Undergoing that change, especially while moving up the basketball ecosystem, required a leap of faith from both Murray and Beard, who said he watched Murray play "for several days" this offseason before welcoming him into the fold.

"I think a big part of it is evaluation," Beard said after Ole Miss beat Memphis on Dec. 2. "We all think of recruiting. You look at the four-stars, the five-stars, the internet, y'all's articles and stuff. But there's also basketball to be played . . . We still believe in evaluation."
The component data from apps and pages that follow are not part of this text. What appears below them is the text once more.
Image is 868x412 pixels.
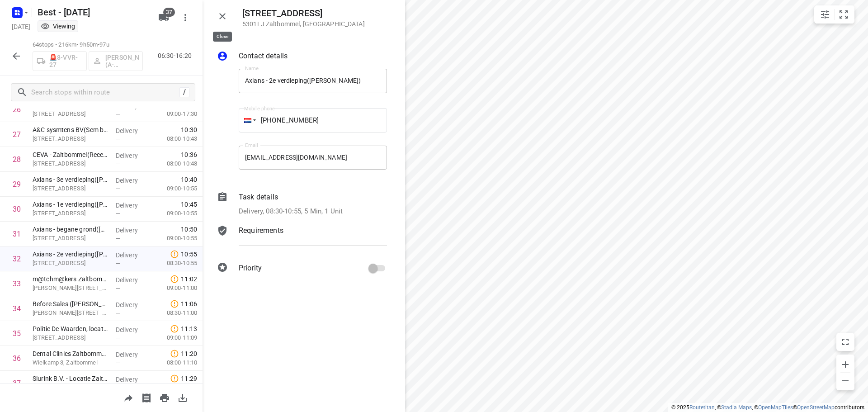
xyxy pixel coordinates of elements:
[242,21,365,28] p: 5301LJ Zaltbommel , [GEOGRAPHIC_DATA]
[116,126,149,135] p: Delivery
[13,255,21,263] div: 32
[152,134,197,143] p: 08:00-10:43
[32,333,108,342] p: [STREET_ADDRESS]
[116,135,121,142] span: —
[32,41,143,49] p: 64 stops • 216km • 9h50m
[13,105,21,114] div: 26
[116,111,121,117] span: —
[239,108,256,132] div: Netherlands: + 31
[32,275,108,284] p: m@tchm@kers Zaltbommel (Simon van Zeelst)
[152,259,197,268] p: 08:30-10:55
[181,374,197,383] span: 11:29
[181,324,197,333] span: 11:13
[797,404,835,411] a: OpenStreetMap
[13,304,21,313] div: 34
[152,308,197,317] p: 08:30-11:00
[116,176,149,185] p: Delivery
[173,393,192,402] span: Download route
[13,279,21,288] div: 33
[170,299,179,308] svg: Late
[32,284,108,293] p: Wichard van Pontlaan 86, Zaltbommel
[155,8,173,26] button: 37
[32,184,108,193] p: [STREET_ADDRESS]
[32,134,108,143] p: [STREET_ADDRESS]
[816,5,834,23] button: Map settings
[163,8,175,17] span: 37
[176,8,195,26] button: More
[116,325,149,334] p: Delivery
[239,51,288,61] p: Contact details
[32,225,108,234] p: Axians - begane grond(Claudette Devlaeminck-Hooijmans)
[814,5,854,23] div: small contained button group
[671,404,865,411] li: © 2025 , © , © © contributors
[116,210,121,217] span: —
[689,404,715,411] a: Routetitan
[155,393,173,402] span: Print route
[32,349,108,358] p: Dental Clinics Zaltbommel(Yset Blatter)
[170,250,179,259] svg: Late
[32,259,108,268] p: [STREET_ADDRESS]
[239,225,284,236] p: Requirements
[152,209,197,218] p: 09:00-10:55
[32,299,108,308] p: Before Sales (Job Janssens)
[116,251,149,260] p: Delivery
[13,230,21,239] div: 31
[179,87,190,97] div: /
[217,51,387,63] div: Contact details
[13,329,21,338] div: 35
[116,226,149,235] p: Delivery
[13,155,21,164] div: 28
[181,349,197,358] span: 11:20
[116,350,149,359] p: Delivery
[119,393,137,402] span: Share route
[170,349,179,358] svg: Late
[32,250,108,259] p: Axians - 2e verdieping(Claudette Devlaeminck-Hooijmans)
[152,333,197,342] p: 09:00-11:09
[32,209,108,218] p: [STREET_ADDRESS]
[152,159,197,168] p: 08:00-10:48
[32,324,108,333] p: Politie De Waarden, locatie Zaltbommel(Algemeen)
[239,206,343,217] p: Delivery, 08:30-10:55, 5 Min, 1 Unit
[116,260,121,267] span: —
[158,51,195,61] p: 06:30-16:20
[239,191,278,202] p: Task details
[116,309,121,317] span: —
[239,108,387,132] input: 1 (702) 123-4567
[181,150,197,159] span: 10:36
[32,234,108,243] p: [STREET_ADDRESS]
[152,184,197,193] p: 09:00-10:55
[31,86,179,99] input: Search stops within route
[13,379,21,387] div: 37
[13,205,21,213] div: 30
[32,175,108,184] p: Axians - 3e verdieping(Claudette Devlaeminck-Hooijmans)
[244,106,275,112] label: Mobile phone
[181,299,197,308] span: 11:06
[32,374,108,383] p: Slurink B.V. - Locatie Zaltbommel(Marielle Meertens)
[13,354,21,362] div: 36
[116,275,149,284] p: Delivery
[217,225,387,252] div: Requirements
[116,235,121,242] span: —
[181,250,197,259] span: 10:55
[32,150,108,159] p: CEVA - Zaltbommel(Receptie (Betty of Paulien))
[835,5,853,23] button: Fit zoom
[32,110,108,119] p: [STREET_ADDRESS]
[170,374,179,383] svg: Late
[116,151,149,160] p: Delivery
[13,130,21,139] div: 27
[758,404,793,411] a: OpenMapTiles
[116,300,149,309] p: Delivery
[97,41,99,48] span: •
[13,180,21,188] div: 29
[217,191,387,217] div: Task detailsDelivery, 08:30-10:55, 5 Min, 1 Unit
[32,125,108,134] p: A&C sysmtens BV(Sem baars)
[152,234,197,243] p: 09:00-10:55
[116,186,121,192] span: —
[32,358,108,367] p: Wielkamp 3, Zaltbommel
[181,225,197,234] span: 10:50
[722,404,752,411] a: Stadia Maps
[116,335,121,341] span: —
[181,125,197,134] span: 10:30
[116,285,121,291] span: —
[170,275,179,284] svg: Late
Crucially for Murray, he said Beard didn't try to change him as a player to make him fit the new role. Facilitation is important, but his scorer's touch isn't going to waste, averaging 14.7 points per game — up from 12.5 last season at St. Peter's. Murray is also driving the most successful 3-point offense for the Rebels in years, taking 4.9 of them a game and cashing in on 40.7% of those attempts.
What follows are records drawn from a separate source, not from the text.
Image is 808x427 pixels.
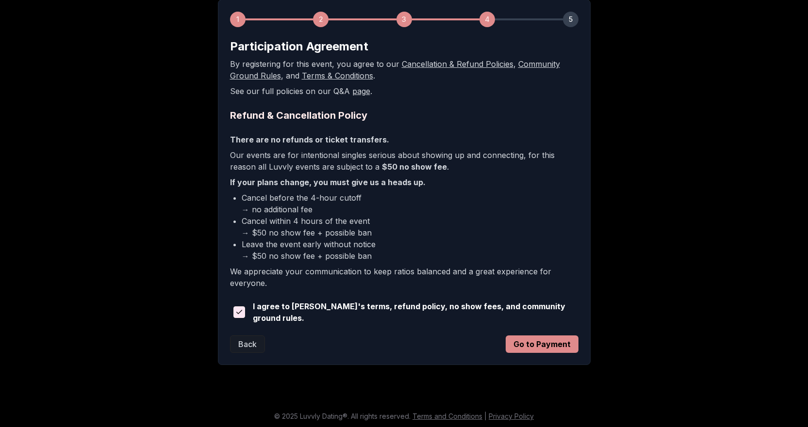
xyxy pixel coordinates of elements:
[313,12,328,27] div: 2
[230,58,578,81] p: By registering for this event, you agree to our , , and .
[230,149,578,173] p: Our events are for intentional singles serious about showing up and connecting, for this reason a...
[230,134,578,146] p: There are no refunds or ticket transfers.
[563,12,578,27] div: 5
[242,192,578,215] li: Cancel before the 4-hour cutoff → no additional fee
[352,86,370,96] a: page
[230,109,578,122] h2: Refund & Cancellation Policy
[479,12,495,27] div: 4
[382,162,447,172] b: $50 no show fee
[505,336,578,353] button: Go to Payment
[230,177,578,188] p: If your plans change, you must give us a heads up.
[402,59,513,69] a: Cancellation & Refund Policies
[242,239,578,262] li: Leave the event early without notice → $50 no show fee + possible ban
[230,39,578,54] h2: Participation Agreement
[242,215,578,239] li: Cancel within 4 hours of the event → $50 no show fee + possible ban
[302,71,373,81] a: Terms & Conditions
[253,301,578,324] span: I agree to [PERSON_NAME]'s terms, refund policy, no show fees, and community ground rules.
[230,12,245,27] div: 1
[396,12,412,27] div: 3
[230,336,265,353] button: Back
[484,412,486,421] span: |
[230,85,578,97] p: See our full policies on our Q&A .
[230,266,578,289] p: We appreciate your communication to keep ratios balanced and a great experience for everyone.
[412,412,482,421] a: Terms and Conditions
[488,412,534,421] a: Privacy Policy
"Coach Beard is not the type of coach who will try to change your game or none of that," Murray said. "He's just trying to make it better. He honestly feels like, if I keep doing what I'm doing, scoring-wise, getting my teammates involved, and also being a pest on the defensive end, he feels like I got a shot."

The belief that bonds player and coach has already won the Rebels some signature moments. Murray drilled a go-ahead 3-pointer with less than a minute to play in Ole Miss' return to the "Tad Pad" event in November, helping the Rebels stave off an upset bid from Sam Houston State.
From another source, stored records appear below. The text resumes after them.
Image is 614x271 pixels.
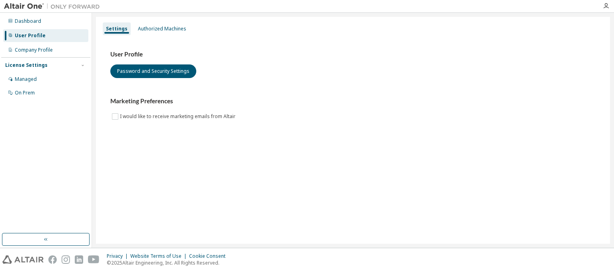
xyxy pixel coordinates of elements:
div: Website Terms of Use [130,253,189,259]
div: Company Profile [15,47,53,53]
img: instagram.svg [62,255,70,264]
div: User Profile [15,32,46,39]
div: License Settings [5,62,48,68]
button: Password and Security Settings [110,64,196,78]
div: Managed [15,76,37,82]
img: youtube.svg [88,255,100,264]
img: altair_logo.svg [2,255,44,264]
img: facebook.svg [48,255,57,264]
div: Privacy [107,253,130,259]
img: Altair One [4,2,104,10]
div: Dashboard [15,18,41,24]
h3: User Profile [110,50,596,58]
h3: Marketing Preferences [110,97,596,105]
label: I would like to receive marketing emails from Altair [120,112,237,121]
img: linkedin.svg [75,255,83,264]
div: Cookie Consent [189,253,230,259]
div: On Prem [15,90,35,96]
div: Authorized Machines [138,26,186,32]
p: © 2025 Altair Engineering, Inc. All Rights Reserved. [107,259,230,266]
div: Settings [106,26,128,32]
In a statement win over Memphis, Murray drove to the bucket with 18 seconds to go and scooped in the decisive layup, prompting Tigers coach Penny Hardaway to say his team "couldn't guard" Murray.

Those tools Murray used to raise eyebrows at Dyckman? There's no room to doubt whether they belong at high-level college basketball anymore.

"A lot of times, people don't really be trusting, or give their trust to people they never seen or heard of before," Murray said. "That's why my respect for Coach Beard, my love for him, is just through the roof."